NP:  I think there are lots of things we do to promote our journals that we’re not even aware of.  Every time I see a Matt Bell tweet or Facebook status update, or story online somewhere (either the full story or just your name in a table of contents) it reminds me of The Collagist, it reminds me of Dzanc & it reminds me of your books through Keyhole.  Which I guess is my way of saying that since an editor can, in some cases, be closely associated with a journal, that editor’s personal activity ends up being a kind of outreach (this interview is another example!).  If our journals are brands, then we’ve become identified with those brands, & so in some ways we are the most important touchpoints for it – one of the myriad ways people interact with the brand on a daily basis.  From this online reach, comes a real world payoff.  Your question is specifically asking “how best to take what we do online and then promote and share in the physical world” & I’m sort of responding by saying that I think those things are inextricably the same whole, as opposed to two things that need to have some kind of arrow pointing between them.
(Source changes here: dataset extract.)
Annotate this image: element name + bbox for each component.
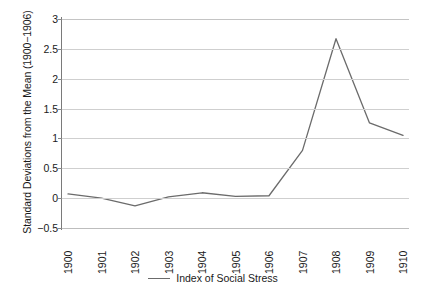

But: you know that, of course.  And, of course, it’s super important to be actively engaged with a face-to-face community through events.  I’ll start by saying that I don’t have a single answer for this; as I’ve hinted, most things about H_NGM_N are an endless improvisation – I’m constantly coming up with new ideas, discarding old ones, watching the new ideas turn into old ideas, etc.  I do think it’s important to have a presence at AWP, or other bookfairs & events.  Last year, we also set up a table at both the CUNY Chapbook Festival & the Juniper Fest that UMass, Amherst runs.  Having a reasonable & aggressive event schedule is fun & exciting – & of course it gives you the opportunity to hawk your wares a bit.  We try to stay visible!  One year, when I couldn’t be at AWP, Eric Appleby (my undercover webmaster & one of the guys behind Forklift, Ohio) did some brief video interviews & live vid-blogging from AWP that we posted online; last year, we assembled a gigantic framework of PVC pipe around our table (a table we split with Forklift & Typecast Publishing).  We want to have fun, to generate something interesting around our presence – but we never want to do anything predictable, just as a blatant empty attention grab.  It’s all fueled by an authentic drive to connect.
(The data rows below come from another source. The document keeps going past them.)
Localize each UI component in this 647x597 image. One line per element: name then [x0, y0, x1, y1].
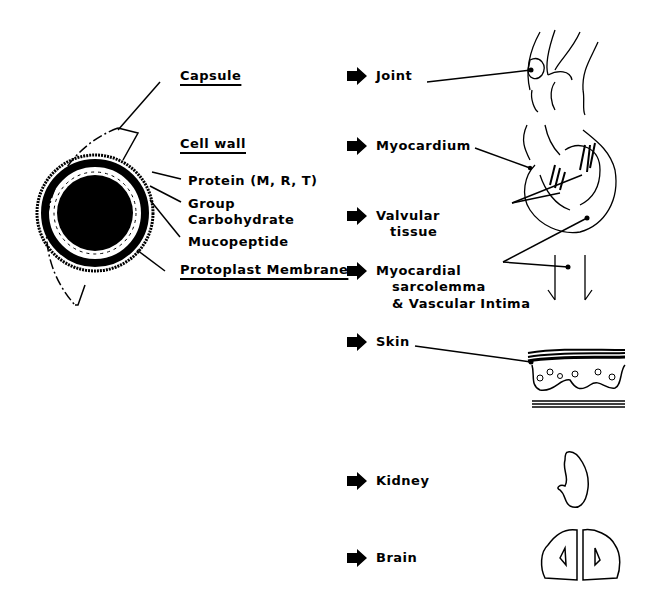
arrow-icon [347, 333, 367, 351]
label-cell-wall: Cell wall [180, 136, 246, 151]
arrow-icon [347, 207, 367, 225]
label-sarcolemma: sarcolemma [392, 279, 486, 294]
label-protein: Protein (M, R, T) [188, 173, 318, 188]
label-myocardium: Myocardium [376, 138, 471, 153]
diagram-drawing [0, 0, 647, 597]
label-vascular-intima: & Vascular Intima [392, 296, 530, 311]
brain-illustration [542, 530, 620, 580]
label-carbohydrate: Carbohydrate [188, 212, 294, 227]
label-mucopeptide: Mucopeptide [188, 234, 289, 249]
label-group: Group [188, 196, 235, 211]
label-valvular: Valvular [376, 208, 440, 223]
arrow-icon [347, 137, 367, 155]
skin-illustration [528, 350, 625, 407]
arrow-icon [347, 262, 367, 280]
label-protoplast-membrane: Protoplast Membrane [180, 262, 348, 277]
heart-illustration [524, 125, 616, 233]
label-tissue: tissue [390, 224, 437, 239]
label-brain: Brain [376, 550, 417, 565]
label-joint: Joint [376, 68, 412, 83]
label-myocardial: Myocardial [376, 263, 461, 278]
joint-illustration [528, 30, 598, 115]
label-capsule: Capsule [180, 68, 241, 83]
label-skin: Skin [376, 334, 410, 349]
arrow-icon [347, 472, 367, 490]
label-kidney: Kidney [376, 473, 429, 488]
kidney-illustration [558, 452, 588, 507]
protoplast [57, 175, 133, 251]
heart-valve-marks [550, 143, 595, 190]
vessel-illustration [548, 255, 592, 300]
arrow-icon [347, 67, 367, 85]
arrow-icon [347, 549, 367, 567]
I’m certainly no brainiac when it comes to this.  ANY of this.  I think I’ve done a good job of adapting to the online world, & finding ways to extend that reach.  But I’ll close my answer to this question in the same way I probably could have answered any of these questions: I’m trying to contribute to this vital ongoing conversation we are having about what constitutes contemporary literature.  I take the responsibility incredibly seriously, I try to be active in my program, & I’m trying to have fun while doing it, cycling through a relentlessly inventive & ever-changing curriculum circus designed to give people a reason to actually read something that might change their life in some way.

MB: “It’s all fueled by an authentic drive to connect.” That’s the secret, I think, more than anything else. The secret to what? Probably everything we’ve been talking about. The kind of submissions that succeed, the kind of writers we want to work with, the reasoning behind the kind of publications we’re producing. It’s easy as a writer—and as a reader—to feel like you’re howling into the void, but I’ve come to know that there are always people out there listening, and when people are doing genuinely honest, great work, they almost always eventually get heard. I’m happy to do my part at The Collagist to make some small number of great voices a little louder, however I can, as often as possible. As you said, it’s a big responsibility, but it’s one I feel privileged to have the chance to take on, and that I’m trying my best to fulfill.